‘Not as well,’ Miskyia said, with just a touch of sharpness in her voice: she hadn’t realised that Iwa had followed. ‘The craft is always drawn to the hidden places of the world and they are becoming harder to find. The world changes, continents shift, seas change their course, even the seasons alter, and magic is less common than it once was.’
‘Though it hasn’t entirely disappeared,’ Iwa said, looking around for some landmark so that she could fix this place. Now she knew that Miskyia was as mad as the krol. The mountains and the land were eternal and winter had never been anything else but winter.
‘I can guide you,’ Miskyia replied. She took Iwa’s hand and pressed it to her. ‘There is so much that you have to be wary of. Our way is so difficult and fraught with peril.’
And I want none of it. Iwa smiled. Yet for all her reservations she couldn’t help but like the woman. As a rule the clan were slow to trust outsiders. Even those of other clans had to prove themselves. At the great clan meet they were slow to mix, until the rituals began and the food was shared and the traders’ vodka opened. Then of course things would be different and they’d be united by their common tongue and gods. But some of the reservations would remain, the men often watchful and the women guarded, at least until the dances started.
But this woman seemed different somehow, for all her talk of magic and the craft. There was an ease about her which Iwa had rarely encountered. Hunters were always watchful, always waiting. Iwa glanced around, there was a coldness to the air. She didn’t trust this place, there was something wrong about it, a stagnant scent from the still waters that lay brooding in the darkened corners.
On the ground ahead there lay the remains of what, to her, appeared to be the trunk of a stone tree. Behind it more columns rose, cracked and worn, to form what had once been a colonnade, though the roof had long since been smashed and the slates lay scattered on the ground, barely visible amid the undergrowth.
‘But that is enough for now. My master calls and his hands must answer.’
‘Jezi Baba?’ Iwa said in shock, straining her ears, but she couldn’t pick out any call or noise at all. A chill run over her as she looked into Miskyia’s face, her fondness turning to a crawling fear.
‘Why talk of the night hag?’ Miskyia said in a voice so smooth that it almost disguised the hint of concern hidden beneath the words.
‘Because I saw you…’ Iwa’s voice trailed away, but it was too late.
‘So this is not the first time that you have stumbled into this place.’ Miskyia threw her a suspicious glance. ‘I had some inkling that this was not your first foray into the hidden places. You carry the scent of such magic about you.’
‘I saw you cast your spell and Jezi Baba came across the water. She killed some of the woyaks too, earlier in the woods. I saw that as well.’
The woman flinched but, when Iwa next glanced up, Miskyia had regained her composure. ‘If only I had the power to summon the night hag – but that was not Jezi Baba who you saw that night. It was my master.’
‘But she killed the woyaks because they want to destroy the forest.’
‘That too was my master, and his name is Bethrayal.’
‘Bethrayal?’ Iwa tried the name, so strange and unfamiliar on her tongue.
‘Silence, child, that is not a name to be uttered lightly, least of all here. These stones have long memories. Not that this is his true name, even I dare not speak that here.’
‘I thought that this place belonged to him.’
‘Once, long ago. He stood before these very stones, lord of all. Many people owed him homage and were proud to call him lord. He was called by many names then. From here he worked his magic and protected the forest, but he had many enemies and they gathered to kill him.’
‘Didn’t his magic protect him?’
‘Magic is a double-edged sword, and his enemies numbered many Czarwonica witches and Molfar warlocks amid their hordes. There was a great battle that shook the mountains to their core. It took more than a dozen Molfar warlocks and many hundreds of men, but eventually my master was defeated and cast out to become nothing more than a wraith, prowling the outer dark beyond the firmament that rages between the worlds. Powerful spells keep him from returning. Hush now and you may hear them weave their magic still.’
‘So he cannot come back?’
‘Much of his magic was destroyed in the final battle and even some of his own spells turned against him. For centuries he has roamed the outer dark, his name all but forgotten except here. The stones carry his memory, whispered in the cold depths of night. It was here that I came across them and was bound to his service.’
‘So that’s why he can’t be seen, except as mist?’
‘Good,’ Miskyia smiled, ‘you are quick to grasp the truth. He has not the power to come fully into this world. There is a way for him to return, but the spell requires an amulet and a weaver of power to wear it.’
‘And this will bring him back?’
‘It acts like the totem you spoke of earlier, but it is very much more powerful. My master created it in the final dark hours when the battle turned against him and fire raged across these stones. His hearth guard died here, cut to pieces in the outer halls.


When a line of the entries contains "SPORT", please list that line.

BEGIN

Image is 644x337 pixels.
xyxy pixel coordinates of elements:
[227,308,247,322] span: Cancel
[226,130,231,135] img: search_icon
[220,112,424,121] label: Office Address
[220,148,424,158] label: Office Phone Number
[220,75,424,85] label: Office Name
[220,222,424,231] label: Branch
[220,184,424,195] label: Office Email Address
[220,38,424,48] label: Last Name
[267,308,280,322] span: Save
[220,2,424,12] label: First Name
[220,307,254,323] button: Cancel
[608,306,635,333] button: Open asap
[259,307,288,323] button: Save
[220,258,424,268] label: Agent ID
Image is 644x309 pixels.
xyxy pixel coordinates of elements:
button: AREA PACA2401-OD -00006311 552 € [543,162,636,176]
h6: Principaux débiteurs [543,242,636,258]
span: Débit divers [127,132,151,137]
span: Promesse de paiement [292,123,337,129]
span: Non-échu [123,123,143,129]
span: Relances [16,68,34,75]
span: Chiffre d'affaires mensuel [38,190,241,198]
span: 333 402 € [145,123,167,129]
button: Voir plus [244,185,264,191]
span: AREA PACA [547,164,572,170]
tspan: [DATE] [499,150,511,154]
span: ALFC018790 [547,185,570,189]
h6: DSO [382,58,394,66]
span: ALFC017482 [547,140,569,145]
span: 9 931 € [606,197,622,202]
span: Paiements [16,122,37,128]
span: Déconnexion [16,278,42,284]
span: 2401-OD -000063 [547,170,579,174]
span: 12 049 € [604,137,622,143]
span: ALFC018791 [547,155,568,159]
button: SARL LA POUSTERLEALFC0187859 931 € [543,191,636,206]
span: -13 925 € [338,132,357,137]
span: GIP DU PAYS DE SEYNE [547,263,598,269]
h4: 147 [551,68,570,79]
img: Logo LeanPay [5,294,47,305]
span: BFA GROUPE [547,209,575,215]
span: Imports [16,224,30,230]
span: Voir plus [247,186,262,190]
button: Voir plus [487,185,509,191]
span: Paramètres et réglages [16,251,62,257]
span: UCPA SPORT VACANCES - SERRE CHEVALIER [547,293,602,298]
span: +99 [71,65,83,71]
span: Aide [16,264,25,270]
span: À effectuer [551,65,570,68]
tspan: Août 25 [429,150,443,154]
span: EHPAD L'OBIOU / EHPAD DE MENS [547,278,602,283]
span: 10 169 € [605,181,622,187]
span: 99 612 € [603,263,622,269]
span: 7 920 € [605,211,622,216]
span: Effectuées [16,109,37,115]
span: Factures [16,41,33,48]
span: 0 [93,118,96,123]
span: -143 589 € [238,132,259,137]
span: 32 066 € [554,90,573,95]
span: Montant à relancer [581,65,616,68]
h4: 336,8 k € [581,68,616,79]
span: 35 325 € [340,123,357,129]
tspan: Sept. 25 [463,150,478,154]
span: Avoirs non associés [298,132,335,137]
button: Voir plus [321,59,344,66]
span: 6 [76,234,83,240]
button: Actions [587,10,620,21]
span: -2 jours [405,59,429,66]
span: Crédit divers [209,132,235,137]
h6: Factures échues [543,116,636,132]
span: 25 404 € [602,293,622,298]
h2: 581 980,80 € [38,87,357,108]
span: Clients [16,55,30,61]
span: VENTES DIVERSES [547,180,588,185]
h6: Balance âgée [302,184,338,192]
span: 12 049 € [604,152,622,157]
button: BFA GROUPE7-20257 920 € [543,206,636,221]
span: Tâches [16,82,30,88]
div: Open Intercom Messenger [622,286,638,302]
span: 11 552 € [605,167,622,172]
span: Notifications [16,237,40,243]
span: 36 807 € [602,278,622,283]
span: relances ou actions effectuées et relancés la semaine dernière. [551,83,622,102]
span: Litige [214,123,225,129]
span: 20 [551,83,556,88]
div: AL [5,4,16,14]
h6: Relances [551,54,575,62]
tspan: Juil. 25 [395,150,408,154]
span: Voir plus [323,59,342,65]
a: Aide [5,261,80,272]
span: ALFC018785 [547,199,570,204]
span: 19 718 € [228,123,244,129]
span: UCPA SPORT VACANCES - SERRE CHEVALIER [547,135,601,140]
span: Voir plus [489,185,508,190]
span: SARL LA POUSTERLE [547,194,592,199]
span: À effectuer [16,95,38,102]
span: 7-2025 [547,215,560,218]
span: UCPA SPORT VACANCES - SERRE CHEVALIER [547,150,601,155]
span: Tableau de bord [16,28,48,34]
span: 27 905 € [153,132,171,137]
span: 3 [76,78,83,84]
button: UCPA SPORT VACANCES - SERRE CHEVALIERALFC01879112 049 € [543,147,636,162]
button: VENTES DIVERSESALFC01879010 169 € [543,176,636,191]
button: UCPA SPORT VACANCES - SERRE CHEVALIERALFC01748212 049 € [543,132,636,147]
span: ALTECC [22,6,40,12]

END
BEGIN

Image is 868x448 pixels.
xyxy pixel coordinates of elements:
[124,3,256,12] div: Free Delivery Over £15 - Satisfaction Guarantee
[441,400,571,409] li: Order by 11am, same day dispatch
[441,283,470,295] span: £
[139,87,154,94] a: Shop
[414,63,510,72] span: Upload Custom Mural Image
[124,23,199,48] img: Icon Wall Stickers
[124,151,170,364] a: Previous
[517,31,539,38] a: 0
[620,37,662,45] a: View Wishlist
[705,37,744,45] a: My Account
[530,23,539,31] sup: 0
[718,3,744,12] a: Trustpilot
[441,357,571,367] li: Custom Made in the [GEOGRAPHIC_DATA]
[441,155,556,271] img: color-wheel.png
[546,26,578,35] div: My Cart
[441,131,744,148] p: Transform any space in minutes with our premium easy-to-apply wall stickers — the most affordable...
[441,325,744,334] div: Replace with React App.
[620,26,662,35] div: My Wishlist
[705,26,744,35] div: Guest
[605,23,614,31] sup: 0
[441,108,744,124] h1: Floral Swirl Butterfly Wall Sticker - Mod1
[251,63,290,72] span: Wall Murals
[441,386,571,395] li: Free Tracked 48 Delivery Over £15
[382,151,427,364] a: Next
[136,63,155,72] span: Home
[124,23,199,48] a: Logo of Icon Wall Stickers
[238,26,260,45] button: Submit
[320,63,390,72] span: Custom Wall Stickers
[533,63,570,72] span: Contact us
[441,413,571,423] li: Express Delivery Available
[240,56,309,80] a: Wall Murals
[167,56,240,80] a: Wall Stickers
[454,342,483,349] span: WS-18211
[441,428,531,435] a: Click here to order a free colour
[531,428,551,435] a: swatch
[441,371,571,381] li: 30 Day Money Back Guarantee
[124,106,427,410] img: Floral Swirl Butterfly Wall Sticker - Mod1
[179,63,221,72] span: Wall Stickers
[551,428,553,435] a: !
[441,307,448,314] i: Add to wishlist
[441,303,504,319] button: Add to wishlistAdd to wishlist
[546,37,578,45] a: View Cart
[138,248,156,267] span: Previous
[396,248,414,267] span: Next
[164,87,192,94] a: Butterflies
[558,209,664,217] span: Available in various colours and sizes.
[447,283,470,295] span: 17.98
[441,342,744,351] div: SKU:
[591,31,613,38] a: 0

END

The answer:
span: UCPA SPORT VACANCES - SERRE CHEVALIER [547,293,602,298]
span: UCPA SPORT VACANCES - SERRE CHEVALIER [547,135,601,140]
span: UCPA SPORT VACANCES - SERRE CHEVALIER [547,150,601,155]
button: UCPA SPORT VACANCES - SERRE CHEVALIERALFC01879112 049 € [543,147,636,162]
button: UCPA SPORT VACANCES - SERRE CHEVALIERALFC01748212 049 € [543,132,636,147]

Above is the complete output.